John Clute and Malcolm Edwards provided one of the most famous backhanded compliments in SF criticism in The Encyclopedia of Science Fiction when they described Isaac Asimov as the "default voice" of science fiction: a consistent but undistinguished style that became the baseline that other writers built on or reacted against. The field is now far too large for there to be one default voice in that same way, but John Scalzi's writing reminds me of that comment. He is very good at writing a specific sort of book: a light science fiction story that draws as much on Star Trek as it does on Heinlein, comfortably sits on the framework of standard SF tropes built by other people, adds a bit of humor and a lot of banter, and otherwise moves reliably and competently through a plot. It's not hard to recognize Scalzi's writing, so in that sense he has less of a default voice than Asimov had, but if I had to pick out an average science fiction novel his writing would come immediately to mind.
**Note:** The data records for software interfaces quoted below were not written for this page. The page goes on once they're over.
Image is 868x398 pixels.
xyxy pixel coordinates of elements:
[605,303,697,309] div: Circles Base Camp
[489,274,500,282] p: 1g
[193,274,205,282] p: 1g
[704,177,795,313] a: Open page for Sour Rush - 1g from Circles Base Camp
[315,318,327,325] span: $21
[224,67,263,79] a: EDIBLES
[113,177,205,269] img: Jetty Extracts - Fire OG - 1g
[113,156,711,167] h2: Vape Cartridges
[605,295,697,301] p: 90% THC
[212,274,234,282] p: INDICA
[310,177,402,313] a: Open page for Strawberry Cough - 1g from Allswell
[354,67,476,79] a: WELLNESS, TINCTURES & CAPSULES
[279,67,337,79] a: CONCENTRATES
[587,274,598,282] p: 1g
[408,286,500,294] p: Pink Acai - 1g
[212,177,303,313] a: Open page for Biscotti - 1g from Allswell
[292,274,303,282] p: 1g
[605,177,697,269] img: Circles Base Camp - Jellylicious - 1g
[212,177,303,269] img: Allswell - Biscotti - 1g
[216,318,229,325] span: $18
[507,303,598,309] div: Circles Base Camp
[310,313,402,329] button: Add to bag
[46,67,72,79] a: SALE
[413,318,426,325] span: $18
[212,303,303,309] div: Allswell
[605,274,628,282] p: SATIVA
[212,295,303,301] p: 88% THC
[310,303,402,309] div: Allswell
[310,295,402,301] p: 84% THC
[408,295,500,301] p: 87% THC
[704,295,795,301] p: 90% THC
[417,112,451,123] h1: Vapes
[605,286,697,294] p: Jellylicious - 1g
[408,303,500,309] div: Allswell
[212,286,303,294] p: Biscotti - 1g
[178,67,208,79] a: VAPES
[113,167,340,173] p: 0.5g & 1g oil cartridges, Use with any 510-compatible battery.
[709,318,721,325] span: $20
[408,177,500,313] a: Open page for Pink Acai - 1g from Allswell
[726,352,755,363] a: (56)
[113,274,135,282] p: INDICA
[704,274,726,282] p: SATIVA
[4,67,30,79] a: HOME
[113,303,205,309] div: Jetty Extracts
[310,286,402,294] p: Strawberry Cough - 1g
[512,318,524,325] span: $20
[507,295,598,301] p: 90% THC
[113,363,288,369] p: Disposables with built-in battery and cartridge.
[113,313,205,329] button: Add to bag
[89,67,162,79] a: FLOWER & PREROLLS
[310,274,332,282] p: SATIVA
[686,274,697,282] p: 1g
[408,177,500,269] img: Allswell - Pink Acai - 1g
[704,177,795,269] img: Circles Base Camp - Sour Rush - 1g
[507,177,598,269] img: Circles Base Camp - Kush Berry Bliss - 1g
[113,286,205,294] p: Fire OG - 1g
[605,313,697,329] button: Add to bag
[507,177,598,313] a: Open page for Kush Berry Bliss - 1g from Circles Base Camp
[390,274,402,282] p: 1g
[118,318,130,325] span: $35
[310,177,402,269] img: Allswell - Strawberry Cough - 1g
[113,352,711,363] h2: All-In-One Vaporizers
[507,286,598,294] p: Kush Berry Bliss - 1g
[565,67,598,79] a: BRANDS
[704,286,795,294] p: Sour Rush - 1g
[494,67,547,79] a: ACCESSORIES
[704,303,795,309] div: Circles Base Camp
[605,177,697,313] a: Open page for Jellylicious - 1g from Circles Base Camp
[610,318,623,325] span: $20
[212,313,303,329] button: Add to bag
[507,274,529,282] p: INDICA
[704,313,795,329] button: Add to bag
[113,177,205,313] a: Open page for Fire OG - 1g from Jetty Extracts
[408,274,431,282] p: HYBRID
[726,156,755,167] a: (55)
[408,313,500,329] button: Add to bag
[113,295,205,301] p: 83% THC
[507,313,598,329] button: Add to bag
At a time when the field is large enough to splinter into numerous sub-genres that challenge readers in different ways and push into new ideas, Scalzi continues writing straight down the middle of the genre, providing the same sort of comfortable familiarity as the latest summer blockbuster.

This is not high praise, and I am sometimes mystified at the amount of attention Scalzi gets (both positive and negative). I think his largest flaw (and certainly the largest flaw in this book) is that he has very little dynamic range, particularly in his characters. His books have a tendency to collapse into barely-differentiated versions of the same person bantering with each other, all of them sounding very much like Scalzi's own voice on his blog. The Collapsing Empire has emperox Scalzi grappling with news from scientist Scalzi carried by dutiful Scalzi with the help of profane impetuous Scalzi, all maneuvering against devious Scalzi. The characters are easy to keep track of by the roles they play in the plot, and the plot itself is agreeably twisty, but if you're looking for a book to hook into your soul and run you through the gamut of human emotions, this is not it.
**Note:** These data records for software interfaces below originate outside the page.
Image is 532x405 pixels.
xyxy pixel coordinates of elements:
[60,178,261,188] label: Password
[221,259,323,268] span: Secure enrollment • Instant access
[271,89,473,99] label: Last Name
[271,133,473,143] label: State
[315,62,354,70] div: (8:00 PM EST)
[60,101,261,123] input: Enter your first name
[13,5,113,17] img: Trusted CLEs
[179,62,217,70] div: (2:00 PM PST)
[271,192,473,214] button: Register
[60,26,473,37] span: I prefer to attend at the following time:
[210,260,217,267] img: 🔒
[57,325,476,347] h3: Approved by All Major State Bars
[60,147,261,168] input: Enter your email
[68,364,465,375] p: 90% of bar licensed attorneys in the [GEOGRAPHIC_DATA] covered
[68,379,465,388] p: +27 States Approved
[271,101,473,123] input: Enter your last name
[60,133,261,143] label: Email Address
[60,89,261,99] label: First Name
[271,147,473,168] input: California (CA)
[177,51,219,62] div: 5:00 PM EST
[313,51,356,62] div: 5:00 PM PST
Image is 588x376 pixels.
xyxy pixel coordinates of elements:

That is not necessarily a bad thing. I like that voice; I read Scalzi's blog regularly. He's reliable, and I wonder if that's the secret to his success. I picked up this book because I wanted to read a decent science fiction novel and not take a big risk. It delivered exactly what I asked for. I enjoyed the plot, laughed at some of the characters, felt for Cardenia, enjoyed the way some villainous threats fell flat because of characters who had a firm grasp of what was actually important and acted on it, and am intrigued enough by what will happen next that I'm going to read the sequel. Scalzi aimed to entertain, succeeded, and got another happy customer. (Although I must note that I would have been happier if my favorite character in the book, by far, did not make a premature exit.)

I am mystified at how The Collapsing Empire won a Locus Award for best science fiction novel, though. This is just not an award sort of book, at least in my opinion. It's book four in an urban fantasy series, or the sixth book of Louis L'Amour's Sackett westerns. If you like this sort of thing, you'll like this version of it, and much of the appeal is that it's not risky and requires little investment of effort. I think an award winner should be the sort of book that lingers, that you find yourself thinking about at odd intervals, that expands your view of what's possible to do or feel or understand.
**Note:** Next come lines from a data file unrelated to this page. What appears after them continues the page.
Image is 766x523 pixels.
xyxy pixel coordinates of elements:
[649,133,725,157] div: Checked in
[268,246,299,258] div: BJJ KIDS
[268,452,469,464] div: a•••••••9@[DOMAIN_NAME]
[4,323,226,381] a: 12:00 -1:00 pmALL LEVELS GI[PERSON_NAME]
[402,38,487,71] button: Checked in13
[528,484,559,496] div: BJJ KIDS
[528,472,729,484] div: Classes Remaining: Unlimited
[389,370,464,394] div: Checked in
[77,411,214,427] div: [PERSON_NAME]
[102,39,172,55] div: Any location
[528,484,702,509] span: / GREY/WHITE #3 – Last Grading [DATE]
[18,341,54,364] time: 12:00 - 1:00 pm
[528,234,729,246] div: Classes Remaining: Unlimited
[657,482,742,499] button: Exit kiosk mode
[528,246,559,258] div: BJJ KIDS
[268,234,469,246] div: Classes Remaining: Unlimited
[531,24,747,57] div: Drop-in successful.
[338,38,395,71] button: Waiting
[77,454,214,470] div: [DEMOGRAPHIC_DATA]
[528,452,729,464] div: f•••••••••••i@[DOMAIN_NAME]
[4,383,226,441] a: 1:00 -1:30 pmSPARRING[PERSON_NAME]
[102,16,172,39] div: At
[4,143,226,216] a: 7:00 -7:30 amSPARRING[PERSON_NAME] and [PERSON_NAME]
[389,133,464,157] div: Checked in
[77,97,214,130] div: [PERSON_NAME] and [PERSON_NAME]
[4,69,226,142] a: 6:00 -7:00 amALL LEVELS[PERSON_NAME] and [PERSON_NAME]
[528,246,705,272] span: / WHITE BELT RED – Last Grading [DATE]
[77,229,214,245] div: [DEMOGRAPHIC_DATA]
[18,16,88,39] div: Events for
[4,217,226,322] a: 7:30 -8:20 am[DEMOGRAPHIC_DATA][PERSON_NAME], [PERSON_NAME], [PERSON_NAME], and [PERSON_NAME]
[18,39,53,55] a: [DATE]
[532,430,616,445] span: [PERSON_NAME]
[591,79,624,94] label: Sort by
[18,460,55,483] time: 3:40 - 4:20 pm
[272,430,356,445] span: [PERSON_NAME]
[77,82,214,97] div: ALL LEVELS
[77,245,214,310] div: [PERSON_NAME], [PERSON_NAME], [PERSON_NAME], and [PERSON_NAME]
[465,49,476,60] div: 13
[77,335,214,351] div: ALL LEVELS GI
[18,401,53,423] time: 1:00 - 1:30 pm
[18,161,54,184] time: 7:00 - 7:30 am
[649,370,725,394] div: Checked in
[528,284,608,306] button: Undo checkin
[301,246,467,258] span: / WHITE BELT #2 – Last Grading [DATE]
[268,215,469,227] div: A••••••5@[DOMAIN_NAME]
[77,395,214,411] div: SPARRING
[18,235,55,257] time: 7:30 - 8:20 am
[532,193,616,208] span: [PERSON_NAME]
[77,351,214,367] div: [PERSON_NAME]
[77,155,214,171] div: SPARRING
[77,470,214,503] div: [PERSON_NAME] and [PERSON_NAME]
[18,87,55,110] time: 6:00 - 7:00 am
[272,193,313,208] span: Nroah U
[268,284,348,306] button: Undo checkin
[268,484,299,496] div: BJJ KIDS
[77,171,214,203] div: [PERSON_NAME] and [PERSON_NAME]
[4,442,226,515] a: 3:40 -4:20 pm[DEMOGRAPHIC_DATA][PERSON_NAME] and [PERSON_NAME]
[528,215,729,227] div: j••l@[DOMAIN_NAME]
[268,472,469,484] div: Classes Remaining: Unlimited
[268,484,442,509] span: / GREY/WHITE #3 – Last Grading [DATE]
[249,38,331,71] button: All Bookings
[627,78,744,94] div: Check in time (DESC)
But that complaint is more about awards voters than about Scalzi, who competently executed on exactly what was promised on the tin. I liked the setup and I loved the structure of Cardenia's inheritance of empire, so I do kind of wish I could read the book that, say, Ann Leckie would have written with those elements, but I was entertained in exactly the way that I wanted to be entertained. There's real skill and magic in that.

Followed by The Consuming Fire. This book ends on a cliffhanger, as apparently does the next one, so if that sort of thing bothers you, you may want to wait until they're all available.